I don’t buy it. Genocides typically happen in an environment where it’s strongly in an individual’s interest to conform. It might be as overt as you getting thrown in prison or killed for not following orders, or something more subtle, like not getting enough rations. If you’re asked to deliver mail to Auschwitz, and the choice is between your kids starving to death vs. maybe, possibly being prosecuted for war crimes in the distant future if your country loses–well, I think most are going to act in their shorter term self-interest.

That wasn’t the case in Nazi Germany. The general population was deliberately kept out of the actual process of the genocide. All the average German was supposed to do was look the other way and not ask questions.

Nobody was drafted into participation. If you were working at a concentration camp or in an Einsatzgruppe, it’s because you had stepped forward and asked for the job. People did so because they were true believers (genuine anti-semites who saw killing Jews as a good thing) or opportunists (who either saw joining the SS as a good career move in Nazi Germany or as a means of avoiding more dangerous military conscription).

Yes and no. A lot of life sentences were commuted to 15 years, but this wasn’t something entirely of MacArthur’s machinations, much the same thing happened to a lot of war criminals in Germany at the same time. It was rather hard to commute the sentences of those executed. What MacArthur was directly responsible for was secretly granting Ishii and Unit 731 blanket immunity in exchange for turning their data over to the Americans. The notion that there was some double standard for Japanese war criminals, or that “Very few were ever prosecuted. Not just for what they did to our POW’s” is patently false. Hundreds of Japanese were sentenced to death and executed for precisely that reason.

I’d have to agree with Captain Amazing; yes its enough. This isn’t the case of a prison guard manning a guard tower at a POW camp. It’s the case of a member of the SS-TV manning a guard tower in an extermination camp set up for the sole purpose of murdering ‘undesirables’ on a scale that beggars the imagination.

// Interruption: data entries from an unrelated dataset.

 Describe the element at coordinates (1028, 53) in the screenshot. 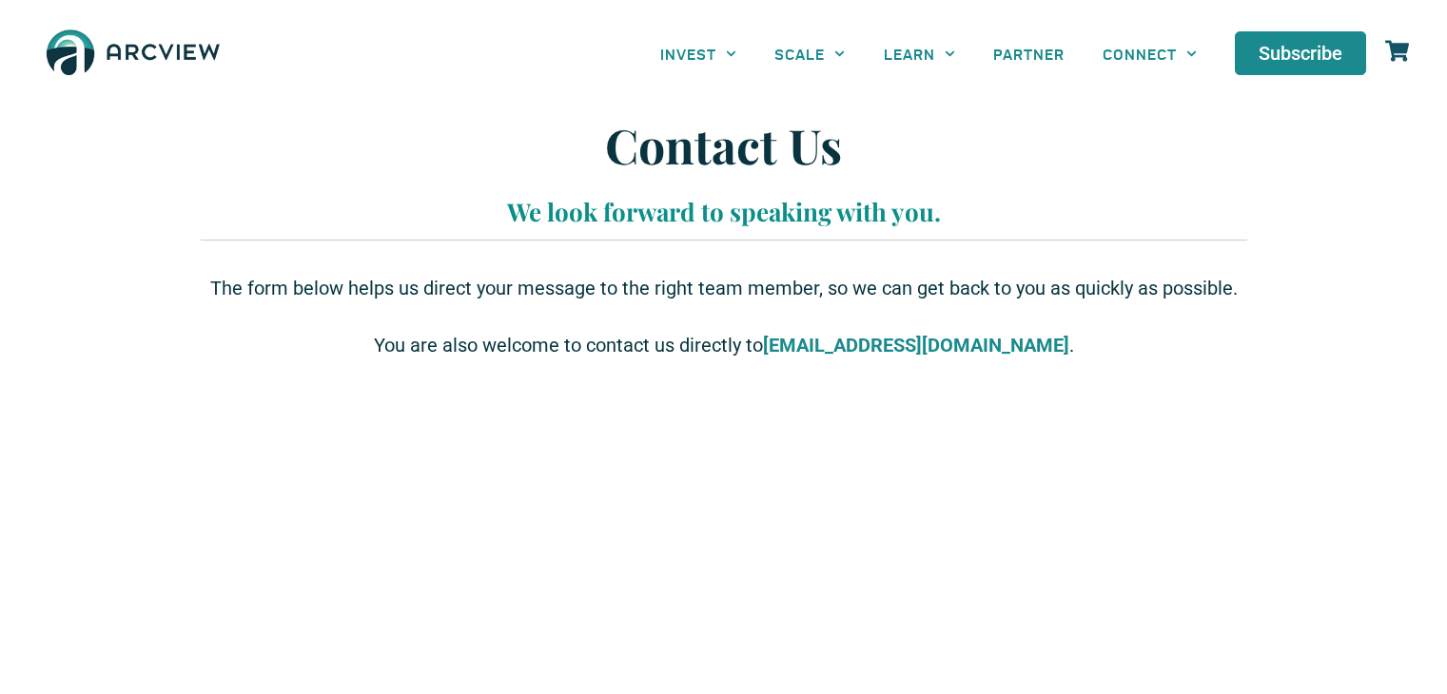

I see `a: PARTNER` at that location.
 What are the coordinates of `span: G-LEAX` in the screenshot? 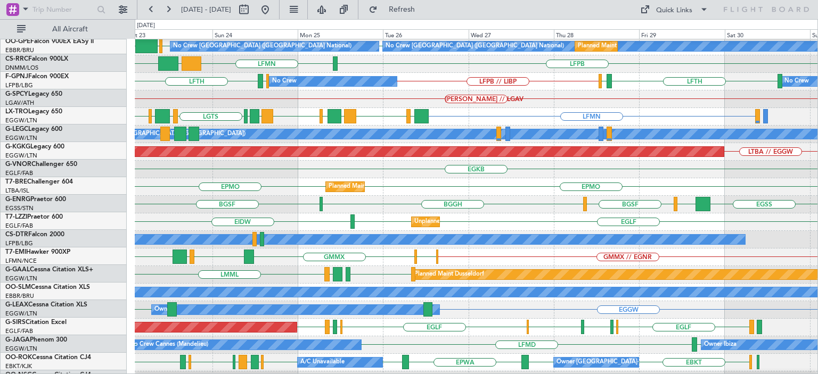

Just one problem: there is no statue of limitation for murder.

I think you’re drawing a sharper line than what existed. The average German may not have known of all the atrocities, but they were certainly whipped into an anti-Jew furor and witnessed their neighbors being hauled off to concentration camps. I think they might have guessed that some bad things happened there.

And conversely, applicants to positions that led to concentration camp work were obviously not told the whole story in advance. These jobs may have even appealed to more pacifist types–sure, you might be rounding up Jews, but at least you weren’t shooting people. And maybe you had a better chance of taking care of your family. By the time they found out the truth it didn’t really matter much if they were against it or not–there were too many consequences to backing out.

Obviously I’m not claiming that this is in any way morally acceptable. I’m just trying to imagine the hypothetical person that’s actually in a position to decide whether to commit a war crime, and might be influenced by the prosecution of an 89 year old man. The actual leaders–sure. They were the driving force. I’m just not seeing it for the grunts.

The age thing seems very relevant to me, not the age now but the age at the time of the crime.

At some point the only people left to chase are those that could only have been children at the time of the atrocities. Its one thing to say that all the guards should be prosecuted, but if that guard was a spotty 18 year old then its harder to damn him completely.

If you have some 100 year old suspected of crimes then prosecute him, sure. But if your suspected Nazi is only 87 years old then I don’t really see what society gains by chasing him.